I consider my grandmother to be the perfect hostess. She’s always concerned about her guests. And she is perpetually second-guessing if everything is up to par.
She may go to the kitchen for butter and look for several minutes before she finds it on the table where it has been for the last forty-five minutes. Granted, with all the food on the table, sometimes the little dish of butter gets hidden.
Thanksgiving meals start with her finally seated at the table, and after saying grace, she will immediately say, “Oh! I think I forgot the salt and pepper.”
Salt and pepper shakers are already on the table, but she might have another set in the cabinet. And God forbid we should have to pass them or wait our turn. Or she will get up to check if she turned the coffee pot switch to “on.”
Or, she’ll say, “I feel like I’m missing something.”
This is after several trips from the dining room to the kitchen, with Grandpa finally saying, “Oh, sit down, Grandma. If we’re missing something, we’ll get it later.”
And truth be told, we couldn’t fit another item on the table if we had to.
Recently, we gathered for Heidelburg soup. She made a pot and invited us for a bowl. It was a hard decision, but we finally acquiesced to her wishes after five seconds.
She kept saying she didn’t know if the soup was hot enough.
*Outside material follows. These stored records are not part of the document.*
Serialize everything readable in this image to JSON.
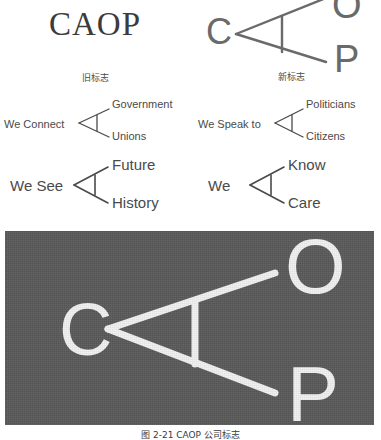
{
  "figure": {
    "caption": "图 2-21  CAOP 公司标志"
  },
  "logo_comparison": {
    "old": {
      "wordmark": "CAOP",
      "caption": "旧标志"
    },
    "new": {
      "caption": "新标志",
      "letters": {
        "c": "C",
        "o": "O",
        "p": "P"
      }
    }
  },
  "taglines": [
    {
      "id": "we-connect",
      "main": "We Connect",
      "branches": [
        "Government",
        "Unions"
      ]
    },
    {
      "id": "we-speak-to",
      "main": "We Speak to",
      "branches": [
        "Politicians",
        "Citizens"
      ]
    },
    {
      "id": "we-see",
      "main": "We See",
      "branches": [
        "Future",
        "History"
      ]
    },
    {
      "id": "we",
      "main": "We",
      "branches": [
        "Know",
        "Care"
      ]
    }
  ],
  "hero": {
    "background_color": "#595959",
    "mark_color": "#f2f2f2",
    "letters": {
      "c": "C",
      "o": "O",
      "p": "P"
    }
  },
  "colors": {
    "text": "#4a4a4a",
    "wordmark": "#3b3b3b",
    "mark_stroke": "#6a6a6a",
    "panel_bg": "#595959",
    "panel_mark": "#f2f2f2"
  }
}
Several times, she mentioned the temperature of the soup. We expected the soup to be in the negative Fahrenheit double-digits.
We expected to pick up the ladle and a round, pot-shaped block of soup-flavored ice to emerge.
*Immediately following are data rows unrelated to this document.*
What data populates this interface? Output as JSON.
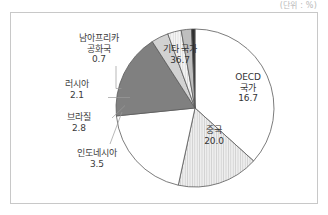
{
  "unit_label": "(단위 : %)",
  "chart_data": {
    "type": "pie",
    "title": "",
    "unit": "%",
    "legend_position": "none",
    "grid": false,
    "total": 100.0,
    "categories": [
      "기타 국가",
      "OECD 국가",
      "중국",
      "인도",
      "인도네시아",
      "브라질",
      "러시아",
      "남아프리카 공화국"
    ],
    "values": [
      36.7,
      16.7,
      20.0,
      17.5,
      3.5,
      2.8,
      2.1,
      0.7
    ],
    "slices": [
      {
        "name": "기타 국가",
        "label": "기타 국가",
        "value": "36.7",
        "value_num": 36.7,
        "fill": "#ffffff",
        "pattern": "none",
        "label_placement": "inside",
        "text_color": "#333333"
      },
      {
        "name": "OECD 국가",
        "label_line1": "OECD",
        "label_line2": "국가",
        "value": "16.7",
        "value_num": 16.7,
        "fill": "#e8e8e8",
        "pattern": "vertical-hatch",
        "label_placement": "inside",
        "text_color": "#333333"
      },
      {
        "name": "중국",
        "label": "중국",
        "value": "20.0",
        "value_num": 20.0,
        "fill": "#ffffff",
        "pattern": "none",
        "label_placement": "inside",
        "text_color": "#333333"
      },
      {
        "name": "인도",
        "label": "인도",
        "value": "17.5",
        "value_num": 17.5,
        "fill": "#808080",
        "pattern": "none",
        "label_placement": "inside",
        "text_color": "#ffffff"
      },
      {
        "name": "인도네시아",
        "label": "인도네시아",
        "value": "3.5",
        "value_num": 3.5,
        "fill": "#d2d2d2",
        "pattern": "none",
        "label_placement": "callout",
        "text_color": "#3b3b3b"
      },
      {
        "name": "브라질",
        "label": "브라질",
        "value": "2.8",
        "value_num": 2.8,
        "fill": "#efefef",
        "pattern": "vertical-hatch",
        "label_placement": "callout",
        "text_color": "#3b3b3b"
      },
      {
        "name": "러시아",
        "label": "러시아",
        "value": "2.1",
        "value_num": 2.1,
        "fill": "#bfbfbf",
        "pattern": "none",
        "label_placement": "callout",
        "text_color": "#3b3b3b"
      },
      {
        "name": "남아프리카 공화국",
        "label_line1": "남아프리카",
        "label_line2": "공화국",
        "value": "0.7",
        "value_num": 0.7,
        "fill": "#2e2e2e",
        "pattern": "none",
        "label_placement": "callout",
        "text_color": "#3b3b3b"
      }
    ]
  }
}
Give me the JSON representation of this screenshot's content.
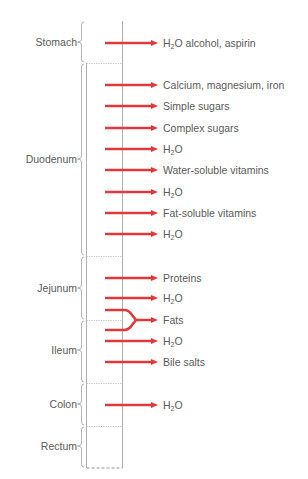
{
  "colors": {
    "arrow": "#e0393b",
    "tube_line": "#9a9a9a",
    "boundary_dotted": "#a8a8a8",
    "label_text": "#5a5a5a"
  },
  "segments": [
    {
      "name": "Stomach",
      "top": 21,
      "bottom": 63,
      "label_y": 42
    },
    {
      "name": "Duodenum",
      "top": 63,
      "bottom": 256,
      "label_y": 159
    },
    {
      "name": "Jejunum",
      "top": 256,
      "bottom": 320,
      "label_y": 288
    },
    {
      "name": "Ileum",
      "top": 320,
      "bottom": 383,
      "label_y": 350
    },
    {
      "name": "Colon",
      "top": 383,
      "bottom": 426,
      "label_y": 404
    },
    {
      "name": "Rectum",
      "top": 426,
      "bottom": 468,
      "label_y": 446
    }
  ],
  "absorbed": [
    {
      "segment": "Stomach",
      "y": 43,
      "label": "H2O alcohol, aspirin",
      "text_prefix": "H",
      "text_sub": "2",
      "text_rest": "O alcohol, aspirin"
    },
    {
      "segment": "Duodenum",
      "y": 85,
      "label": "Calcium, magnesium, iron",
      "text_prefix": "Calcium, magnesium, iron",
      "text_sub": "",
      "text_rest": ""
    },
    {
      "segment": "Duodenum",
      "y": 106,
      "label": "Simple sugars",
      "text_prefix": "Simple sugars",
      "text_sub": "",
      "text_rest": ""
    },
    {
      "segment": "Duodenum",
      "y": 128,
      "label": "Complex sugars",
      "text_prefix": "Complex sugars",
      "text_sub": "",
      "text_rest": ""
    },
    {
      "segment": "Duodenum",
      "y": 149,
      "label": "H2O",
      "text_prefix": "H",
      "text_sub": "2",
      "text_rest": "O"
    },
    {
      "segment": "Duodenum",
      "y": 170,
      "label": "Water-soluble vitamins",
      "text_prefix": "Water-soluble vitamins",
      "text_sub": "",
      "text_rest": ""
    },
    {
      "segment": "Duodenum",
      "y": 192,
      "label": "H2O",
      "text_prefix": "H",
      "text_sub": "2",
      "text_rest": "O"
    },
    {
      "segment": "Duodenum",
      "y": 213,
      "label": "Fat-soluble vitamins",
      "text_prefix": "Fat-soluble vitamins",
      "text_sub": "",
      "text_rest": ""
    },
    {
      "segment": "Duodenum",
      "y": 234,
      "label": "H2O",
      "text_prefix": "H",
      "text_sub": "2",
      "text_rest": "O"
    },
    {
      "segment": "Jejunum",
      "y": 278,
      "label": "Proteins",
      "text_prefix": "Proteins",
      "text_sub": "",
      "text_rest": ""
    },
    {
      "segment": "Jejunum",
      "y": 298,
      "label": "H2O",
      "text_prefix": "H",
      "text_sub": "2",
      "text_rest": "O"
    },
    {
      "segment": "Jejunum/Ileum",
      "y": 320,
      "label": "Fats",
      "text_prefix": "Fats",
      "text_sub": "",
      "text_rest": "",
      "forked": true
    },
    {
      "segment": "Ileum",
      "y": 341,
      "label": "H2O",
      "text_prefix": "H",
      "text_sub": "2",
      "text_rest": "O"
    },
    {
      "segment": "Ileum",
      "y": 362,
      "label": "Bile salts",
      "text_prefix": "Bile salts",
      "text_sub": "",
      "text_rest": ""
    },
    {
      "segment": "Colon",
      "y": 405,
      "label": "H2O",
      "text_prefix": "H",
      "text_sub": "2",
      "text_rest": "O"
    }
  ]
}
It sounded like this soup had its own free will and refused to be heated. The impression we got was that she had been to war in the South Pacific to ensure this soup didn’t get cold.
Finally, we sat at the table with the pot of soup poised on the pot holders. Steam escaped the lid, although this wasn’t proof of heat. Maybe Grandma had put dry ice in the soup.
We ladled the soup into our bowls and soon discovered the level of heat we were dealing with. We couldn’t hold the bowls in our hands for very long.
This soup was comparable to molten lava. You could melt glass with this soup.
The plastic covering over the tablecloth got sticky from the high degree of the soup. We had to put ice cubes in it for the children.
Grandma had been successful in her war against cold soup.
In the middle of the meal, she piped up, “Two things I can’t stand are cold soup and cold coffee.”
At that reminder, she got up from the table to check the switch on the coffee pot.